Selling The Sizzle, Not The Steak

  • There is a point when, if a cable channel becomes successful enough, it ceases to be about what it is about. You knew MTV was big, for instance, when you were able to turn it on at just about any hour of the day and watch a music video. For some of us beyond the tween demographic, who lost our symbiotic connection with the music scene around the time Kurt Cobain lost his life, the Food Network in the mid-'90s became our MTV. And its equivalent of the single was the recipe. Some of us cooked, some didn't--it didn't really matter. Seeing a cassoulet executed by a master was like hearing a perfect three-minute pop song, satisfying whether or not you could play the chords.

    Then the Food Network went platinum. It started with Emeril Lagasse, who turned into a Cajun cartoon on his popular, superanimated Emeril Live, but the trend solidified with shows like the campy and overexposed Japanese game show Iron Chef, which proved you can never underestimate the American appetite for laughing at those funny Asians.

    The good news was that Americans, long accused of ushering in the culinary apocalypse with their love of supersizing and Shake 'n Bake, were watching TV about real food. But as the network focused on attracting noncooks and stoking its chefs' celebrity, it became harder and harder to find actual cooking on the network. There was Gordon Elliott, doing his version of Tom Green's ambush comedy on Door Knock Dinners; cute Brit Jamie Oliver having dinner with his girlfriend on The Naked Chef; and Jill Cordes and Marc Silverstein doing roving-food-reporter segments on The Best Of. When someone did manage a recipe on air, it was likely to be Isaac Hayes on B. Smith with Style dousing an omelet with maple syrup. (The man who voices South Park's Chef could have at least whipped up chocolate salty balls.)

    The Food Network has always been a paradox, delivering the A to Z of cuisine to a population that lives on the canned sauces and Boston Market meals touted in its commercial breaks. It's an audience that, as Ming Tsai points out on the phone from his restaurant Blue Ginger, spends thousands on Viking stoves, then uses them to heat takeout.

    So half the time, on East Meets West, Tsai cooks expert fusion fare. The other half, on his new food-adventure show Ming's Quest, he's diving for sea urchins, falling off horses or staring down alligators like the Crocodile Hunter. Likewise, Bobby Flay and Mario Batali have taken their chef stars on the road in their own travel series. As Tsai puts it, "The network wanted to get us out of the kitchen." The few remaining hard-core cooking shows succeed because they have a gimmick, like Sara Moulton's stump-the-chef call-in show Cooking Live. "If I were doing a straight cooking show," says Moulton, "I don't think I'd still be on."

    The new shows, say execs, are about "context" and "stories." It's food as lifestyle accessory. The recipes are still there, but like the video fragments on MTV's live request show TRL, they're abridged or buried amid chat. Take the newest potential hit, the eponymous show of chef to the stars Wolfgang Puck of L.A.'s Spago (Fridays, 9 p.m. E.T.). In the cooking portion, Puck, the quintessential celebrity chef, shows the range that made him a one-man empire. But the clear selling points are the long, taped segments of him hobnobbing with Hollywood big shots. "I want to show not just what I do in my kitchen but what I do in my life," he says. That that life involves Michael Eisner and Kelsey Grammer, of course, doesn't hurt.

    You can't blame the Food Network for going this route. In the past two years, its availability has almost doubled, to more than 52 million cable homes. Had it stayed narrowly authentic, it might have been doomed. We longtime viewers may grumble like purist fans of a cult band that has sold out. But apparently it's better to broil out with celebrity chefs than fade away.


**Required work**
Within the lines below, find those that hold the string "item" and copy each one.

---- Given data

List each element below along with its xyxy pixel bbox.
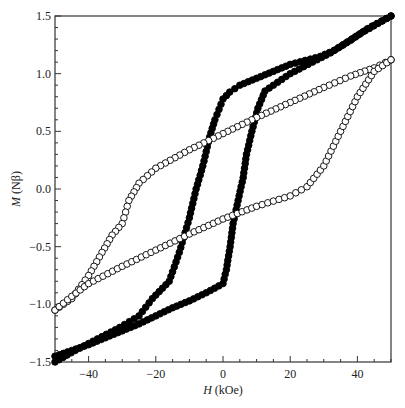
x-tick-label: 0 <box>220 367 226 381</box>
hysteresis-chart: −1.5−1.0−0.50.00.51.01.5 −40−2002040 M (… <box>0 0 405 408</box>
y-axis-ticks: −1.5−1.0−0.50.00.51.01.5 <box>29 9 61 369</box>
y-tick-label: 1.0 <box>36 67 51 81</box>
y-tick-label: 0.0 <box>36 182 51 196</box>
plot-frame <box>55 16 391 362</box>
y-tick-label: −1.0 <box>29 297 51 311</box>
x-axis-label: H (kOe) <box>202 383 243 397</box>
x-tick-label: −40 <box>79 367 98 381</box>
y-tick-label: −0.5 <box>29 240 51 254</box>
x-axis-ticks: −40−2002040 <box>55 356 391 381</box>
y-tick-label: 1.5 <box>36 9 51 23</box>
x-tick-label: 20 <box>284 367 296 381</box>
x-tick-label: 40 <box>351 367 363 381</box>
filled-circle-series <box>52 13 395 366</box>
x-tick-label: −20 <box>146 367 165 381</box>
y-axis-label: M (Nβ) <box>9 171 23 208</box>
y-tick-label: −1.5 <box>29 355 51 369</box>
data-series <box>52 13 395 366</box>
y-tick-label: 0.5 <box>36 124 51 138</box>
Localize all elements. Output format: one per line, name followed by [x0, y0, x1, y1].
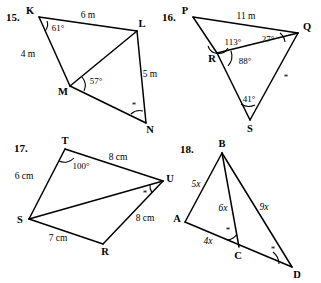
- angle-label-K: 61°: [52, 23, 65, 33]
- problem-18-number: 18.: [180, 143, 194, 155]
- angle-arc-M: [82, 77, 85, 91]
- vertex-label-C: C: [234, 250, 242, 261]
- side-label-AB: 5x: [192, 179, 202, 189]
- angle-arc-U: [150, 184, 152, 193]
- angle-tick-BCA: *: [226, 225, 231, 235]
- angle-label-Q: 27°: [262, 34, 275, 44]
- problem-15-number: 15.: [6, 11, 20, 23]
- problem-17-number: 17.: [14, 142, 28, 154]
- side-label-TU: 8 cm: [109, 152, 128, 162]
- vertex-label-S: S: [17, 214, 23, 225]
- problem-17: 17. T U S R 8 cm 6 cm 8 cm 7 cm 100° *: [0, 134, 175, 283]
- side-label-PQ: 11 m: [237, 11, 257, 21]
- problem-16-figure: P Q R S 11 m 113° 27° 88° 41° *: [158, 0, 321, 135]
- problem-17-figure: T U S R 8 cm 6 cm 8 cm 7 cm 100° *: [0, 134, 175, 283]
- side-label-KL: 6 m: [81, 10, 96, 20]
- segment-PR: [193, 17, 217, 53]
- angle-tick-N: *: [132, 100, 137, 110]
- side-label-BD: 9x: [260, 202, 270, 212]
- vertex-label-D: D: [293, 269, 301, 280]
- side-label-LN: 5 m: [143, 69, 158, 79]
- segment-QS: [250, 33, 298, 120]
- problem-16-number: 16.: [162, 11, 176, 23]
- problem-16: 16. P Q R S 11 m 113° 27° 88° 41°: [158, 0, 321, 135]
- side-label-RU: 8 cm: [136, 213, 155, 223]
- angle-label-M: 57°: [90, 76, 103, 86]
- angle-label-QRS: 88°: [239, 56, 252, 66]
- vertex-label-R: R: [101, 246, 109, 257]
- vertex-label-A: A: [173, 213, 181, 224]
- side-label-KM: 4 m: [21, 49, 36, 59]
- angle-label-PRQ: 113°: [225, 37, 242, 47]
- angle-label-T: 100°: [72, 161, 90, 171]
- vertex-label-K: K: [26, 5, 35, 16]
- worksheet-page: 15. K L M N 6 m 4 m 5 m 61° 57°: [0, 0, 321, 283]
- vertex-label-R: R: [208, 53, 216, 64]
- problem-18-figure: B A C D 5x 6x 9x 4x * *: [170, 134, 321, 283]
- vertex-label-T: T: [61, 135, 68, 146]
- vertex-label-L: L: [138, 18, 145, 29]
- side-label-ST: 6 cm: [15, 171, 34, 181]
- angle-arc-N: [131, 111, 143, 114]
- angle-arc-QRS: [228, 51, 232, 66]
- angle-tick-U: *: [143, 188, 148, 198]
- segment-TS: [29, 149, 65, 219]
- vertex-label-P: P: [182, 5, 189, 16]
- problem-15: 15. K L M N 6 m 4 m 5 m 61° 57°: [0, 0, 160, 135]
- segment-ML: [70, 31, 137, 86]
- problem-15-figure: K L M N 6 m 4 m 5 m 61° 57° *: [0, 0, 160, 135]
- problem-18: 18. B A C D 5x 6x 9x 4x * *: [170, 134, 321, 283]
- vertex-label-B: B: [218, 138, 225, 149]
- angle-label-S: 41°: [243, 94, 256, 104]
- vertex-label-Q: Q: [303, 21, 311, 32]
- vertex-label-S: S: [247, 123, 253, 134]
- side-label-SR: 7 cm: [49, 233, 68, 243]
- vertex-label-M: M: [58, 86, 68, 97]
- angle-tick-D: *: [271, 244, 276, 254]
- angle-tick-QS: *: [284, 72, 289, 82]
- side-label-BC: 6x: [219, 203, 229, 213]
- side-label-AC: 4x: [204, 236, 214, 246]
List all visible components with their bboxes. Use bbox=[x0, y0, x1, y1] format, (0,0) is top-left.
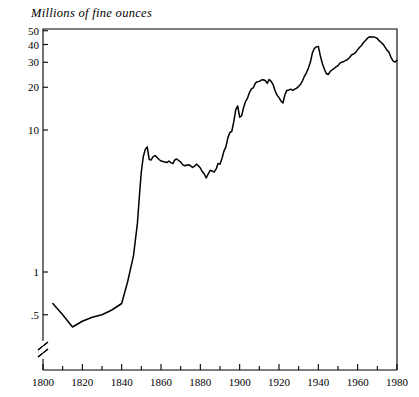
svg-text:1860: 1860 bbox=[150, 376, 173, 388]
svg-text:1840: 1840 bbox=[111, 376, 134, 388]
y-axis-ticks: 50403020101.5 bbox=[28, 25, 48, 321]
svg-text:30: 30 bbox=[28, 56, 40, 68]
svg-text:.5: .5 bbox=[31, 309, 40, 321]
svg-text:20: 20 bbox=[28, 81, 40, 93]
svg-text:1960: 1960 bbox=[347, 376, 370, 388]
data-series-group bbox=[53, 37, 397, 327]
svg-text:1: 1 bbox=[34, 266, 40, 278]
chart-canvas: 50403020101.5 18001820184018601880190019… bbox=[0, 0, 419, 397]
svg-text:1800: 1800 bbox=[32, 376, 55, 388]
svg-text:1900: 1900 bbox=[229, 376, 252, 388]
svg-text:1820: 1820 bbox=[71, 376, 94, 388]
svg-text:10: 10 bbox=[28, 124, 40, 136]
svg-text:1980: 1980 bbox=[386, 376, 409, 388]
axis-frame bbox=[43, 29, 397, 370]
x-axis-ticks: 1800182018401860188019001920194019601980 bbox=[32, 364, 409, 388]
svg-text:1940: 1940 bbox=[307, 376, 330, 388]
svg-text:1920: 1920 bbox=[268, 376, 291, 388]
svg-text:50: 50 bbox=[28, 25, 40, 37]
svg-text:40: 40 bbox=[28, 39, 40, 51]
y-axis-break-mark bbox=[38, 341, 48, 359]
svg-text:1880: 1880 bbox=[189, 376, 212, 388]
gold-production-chart: Millions of fine ounces 50403020101.5 18… bbox=[0, 0, 419, 397]
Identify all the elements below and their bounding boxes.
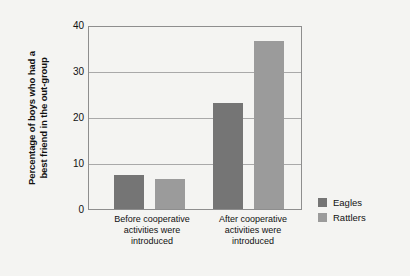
- legend-swatch-eagles-icon: [318, 198, 327, 207]
- x-category-after-line-1: After cooperative: [198, 214, 308, 225]
- x-category-before-line-3: introduced: [97, 236, 207, 247]
- bar-eagles-before: [114, 175, 144, 210]
- legend-item-rattlers: Rattlers: [318, 211, 366, 224]
- bar-chart-figure: Percentage of boys who had a best friend…: [0, 0, 410, 276]
- bar-eagles-after: [213, 103, 243, 209]
- x-category-after-line-2: activities were: [198, 225, 308, 236]
- chart-legend: Eagles Rattlers: [318, 196, 366, 226]
- y-axis-title-line-2: best friend in the out-group: [38, 26, 50, 210]
- bar-rattlers-before: [155, 179, 185, 209]
- bar-rattlers-after: [254, 41, 284, 209]
- y-tick-label-30: 30: [60, 67, 84, 77]
- x-category-before-line-2: activities were: [97, 225, 207, 236]
- x-category-after-line-3: introduced: [198, 236, 308, 247]
- legend-label-eagles: Eagles: [333, 197, 362, 208]
- legend-label-rattlers: Rattlers: [333, 212, 366, 223]
- y-axis-title-line-1: Percentage of boys who had a: [26, 26, 38, 210]
- x-category-label-after: After cooperative activities were introd…: [198, 214, 308, 247]
- y-tick-label-40: 40: [60, 21, 84, 31]
- legend-swatch-rattlers-icon: [318, 213, 327, 222]
- y-tick-label-20: 20: [60, 113, 84, 123]
- y-tick-label-10: 10: [60, 159, 84, 169]
- plot-area: [88, 26, 302, 210]
- x-category-before-line-1: Before cooperative: [97, 214, 207, 225]
- legend-item-eagles: Eagles: [318, 196, 366, 209]
- y-axis-tick-labels: 40 30 20 10 0: [58, 0, 84, 276]
- x-category-label-before: Before cooperative activities were intro…: [97, 214, 207, 247]
- y-tick-label-0: 0: [60, 205, 84, 215]
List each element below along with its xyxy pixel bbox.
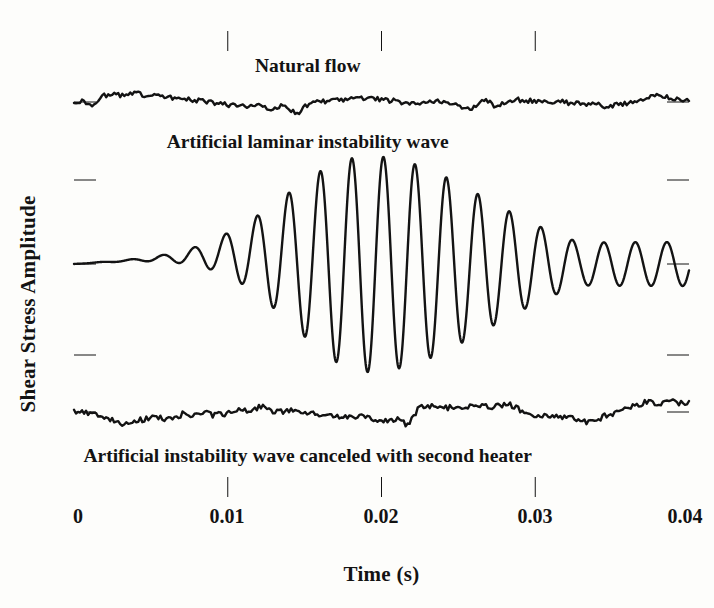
x-tick-label-1: 0.01 <box>210 505 245 528</box>
x-tick-label-3: 0.03 <box>518 505 553 528</box>
trace-2 <box>74 157 689 372</box>
chart-plot-area: Natural flowArtificial laminar instabili… <box>0 0 714 608</box>
x-tick-label-0: 0 <box>73 505 83 528</box>
figure-container: Shear Stress Amplitude Natural flowArtif… <box>0 0 714 608</box>
x-axis-title: Time (s) <box>74 562 689 587</box>
x-tick-label-2: 0.02 <box>364 505 399 528</box>
trace-annotation-1: Natural flow <box>255 55 361 76</box>
x-tick-label-4: 0.04 <box>668 505 703 528</box>
trace-3 <box>74 399 689 426</box>
trace-1 <box>74 92 689 114</box>
trace-annotation-2: Artificial laminar instability wave <box>167 131 449 152</box>
trace-annotation-3: Artificial instability wave canceled wit… <box>83 445 532 466</box>
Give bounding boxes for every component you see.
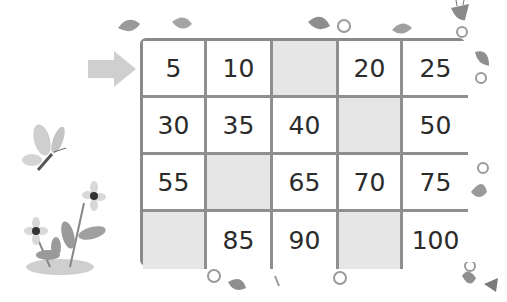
start-arrow-icon — [88, 51, 136, 87]
vine-leaves-bottom-icon — [200, 262, 507, 302]
butterfly-icon — [18, 122, 68, 180]
number-cell: 50 — [403, 98, 468, 155]
number-cell: 90 — [273, 212, 339, 269]
blank-cell[interactable] — [339, 212, 403, 269]
number-cell: 70 — [339, 155, 403, 212]
number-cell: 55 — [143, 155, 207, 212]
number-cell: 85 — [207, 212, 273, 269]
flowers-icon — [8, 175, 108, 280]
number-cell: 5 — [143, 41, 207, 98]
number-cell: 30 — [143, 98, 207, 155]
number-grid: 510202530354050556570758590100 — [140, 38, 465, 266]
blank-cell[interactable] — [143, 212, 207, 269]
cut-off-instruction-text — [0, 0, 507, 4]
number-cell: 65 — [273, 155, 339, 212]
number-cell: 25 — [403, 41, 468, 98]
blank-cell[interactable] — [207, 155, 273, 212]
vine-leaves-right-icon — [465, 40, 507, 270]
number-cell: 10 — [207, 41, 273, 98]
vine-leaves-top-icon — [112, 10, 472, 46]
blank-cell[interactable] — [273, 41, 339, 98]
number-cell: 40 — [273, 98, 339, 155]
number-cell: 35 — [207, 98, 273, 155]
number-cell: 100 — [403, 212, 468, 269]
number-cell: 20 — [339, 41, 403, 98]
number-cell: 75 — [403, 155, 468, 212]
bell-flower-icon — [447, 0, 477, 26]
blank-cell[interactable] — [339, 98, 403, 155]
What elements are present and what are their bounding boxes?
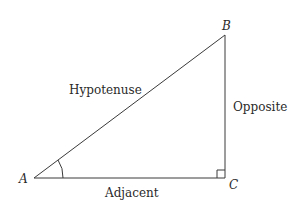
angle-arc-at-a (58, 160, 63, 178)
hypotenuse-line (34, 35, 225, 178)
opposite-label: Opposite (233, 100, 287, 114)
right-triangle-diagram: B C A Hypotenuse Opposite Adjacent (0, 0, 298, 209)
hypotenuse-label: Hypotenuse (69, 83, 142, 97)
vertex-label-c: C (229, 178, 238, 192)
adjacent-label: Adjacent (104, 186, 159, 200)
vertex-label-b: B (221, 19, 231, 33)
right-angle-marker (217, 170, 225, 178)
vertex-label-a: A (18, 172, 28, 186)
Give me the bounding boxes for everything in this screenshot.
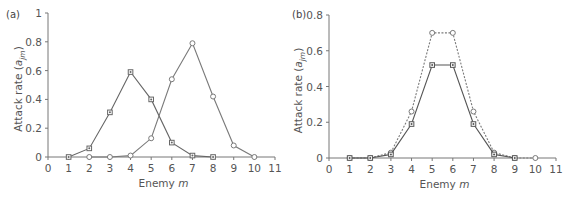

--------

**Result**
- legend-item-rattlers: Rattlers: [318, 211, 366, 224]
- legend-item-eagles: Eagles: [318, 196, 366, 209]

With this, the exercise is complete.